Section 2.2.6.0. Alternate Fracture Mechanics Analysis Methods

In the other subsections of Section 2, the emphasis has been on developments of linear elastic fracture mechanics (LEFM) specifically based on the crack tip characterizing parameter K, the stress-intensity factor.  This parameter has provided the major damage tolerance design tool for aerospace engineers since the early sixties.  It was discovered and justified for its universal capability for describing the magnitude of the crack tip stress field by Irwin [1957; 1960] and Williams [1957].  Irwin discovered this relationship through his studies of the energy balance equation associated with fracture.  Prior to 1957, fracture research concentrated on extending the original energy balance equation given by Griffith [1921]  In 1957, Irwin [1960] linked the “driving force”, G, in the energy balance equation to the stress-intensity factor, K, and suggested how the stress-intensity factor could be used as the driving force for crack tip behavior.  Subsequent to Irwin’s initial stress-intensity factor analysis, and as a result of the success of the LEFM approach for solving major fracture problems, interest in the energy approach to fracture waned. 

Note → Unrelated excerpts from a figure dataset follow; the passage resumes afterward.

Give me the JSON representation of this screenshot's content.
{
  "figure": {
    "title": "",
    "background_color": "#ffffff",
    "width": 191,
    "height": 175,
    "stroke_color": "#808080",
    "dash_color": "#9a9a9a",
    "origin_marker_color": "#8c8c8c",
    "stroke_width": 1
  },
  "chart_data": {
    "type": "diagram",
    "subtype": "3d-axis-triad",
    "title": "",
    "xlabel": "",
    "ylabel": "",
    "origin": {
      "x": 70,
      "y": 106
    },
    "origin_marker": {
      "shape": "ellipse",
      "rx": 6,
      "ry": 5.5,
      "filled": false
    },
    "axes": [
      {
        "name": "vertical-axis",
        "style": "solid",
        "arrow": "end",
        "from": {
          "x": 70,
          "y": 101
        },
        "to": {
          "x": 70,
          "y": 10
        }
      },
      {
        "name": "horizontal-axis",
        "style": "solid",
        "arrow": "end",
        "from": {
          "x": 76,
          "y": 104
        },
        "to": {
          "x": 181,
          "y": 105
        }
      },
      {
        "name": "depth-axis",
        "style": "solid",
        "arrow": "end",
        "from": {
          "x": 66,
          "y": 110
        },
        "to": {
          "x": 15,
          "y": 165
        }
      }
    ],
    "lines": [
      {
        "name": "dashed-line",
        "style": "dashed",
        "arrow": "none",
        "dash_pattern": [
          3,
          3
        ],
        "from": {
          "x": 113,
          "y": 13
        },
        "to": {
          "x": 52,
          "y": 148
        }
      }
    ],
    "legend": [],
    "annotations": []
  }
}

In the late sixties, Rice [1968b] published a paper that again heightened the interest in the energy approach.  Rice’s specific contribution was to develop an integral, the J-integral, which could be used to account for observed non-linear behavior during the fracture process.  This integral also has the useful property that it reduces to the elastic “driving force”, G, when the localized plastic deformation is well contained by the elastic crack tip stress field.  Because many of the materials utilized in aerospace structures have exhibited typical LEFM behavior, aerospace engineers have not assumed a leadership role in the development of the J-integral technology.

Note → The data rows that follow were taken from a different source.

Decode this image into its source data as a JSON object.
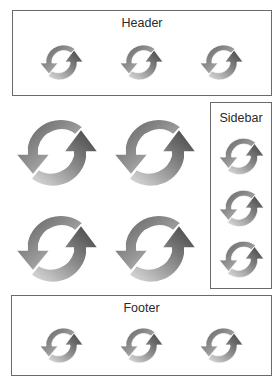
{
  "header": {
    "label": "Header",
    "icons": [
      "refresh-icon",
      "refresh-icon",
      "refresh-icon"
    ]
  },
  "main": {
    "icons": [
      "refresh-icon",
      "refresh-icon",
      "refresh-icon",
      "refresh-icon"
    ]
  },
  "sidebar": {
    "label": "Sidebar",
    "icons": [
      "refresh-icon",
      "refresh-icon",
      "refresh-icon"
    ]
  },
  "footer": {
    "label": "Footer",
    "icons": [
      "refresh-icon",
      "refresh-icon",
      "refresh-icon"
    ]
  },
  "colors": {
    "border": "#6a6a6a",
    "arrow_dark": "#4a4a4a",
    "arrow_light": "#cfcfcf",
    "text": "#2a2a2a"
  }
}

Engineers interested in the damage tolerance analysis of more ductile pressure vessels and welded steel structures have provided the major developments here.  Aerospace applications are being recognized each day, however, for this technology, e.g., residual strength analysis of tough materials and sub-critical crack growth behavior of aircraft gas turbine engine structures.

Another analysis approach for characterizing the level of the local stress-strain behavior at the tip of a crack was initiated in Britain in the early sixties.  Wells [1961] suggested that the localized behavior at the tip of the crack was controlled by the amount of crack opening, which was referred to as the crack opening displacement, COD.  The value of the technology built on the COD concept, like that of the J-Integral technology, is that it allows for the coupling of the LEFM analysis and its results to the solution of problems in which the behavior approaches unconstrained yielding.

The subsections below further describe the analysis methodologies based on the three fracture mechanics parameters: the strain energy release rate (driving force - G), the J-Integral (J), and the crack opening displacement (COD), respectively.  Each subsection outlines the analytical basis for the parameter and provides the principal equations that tie the parameter to the LEFM parameter K.  Further information on these parameters can be obtained by the references cited in the text.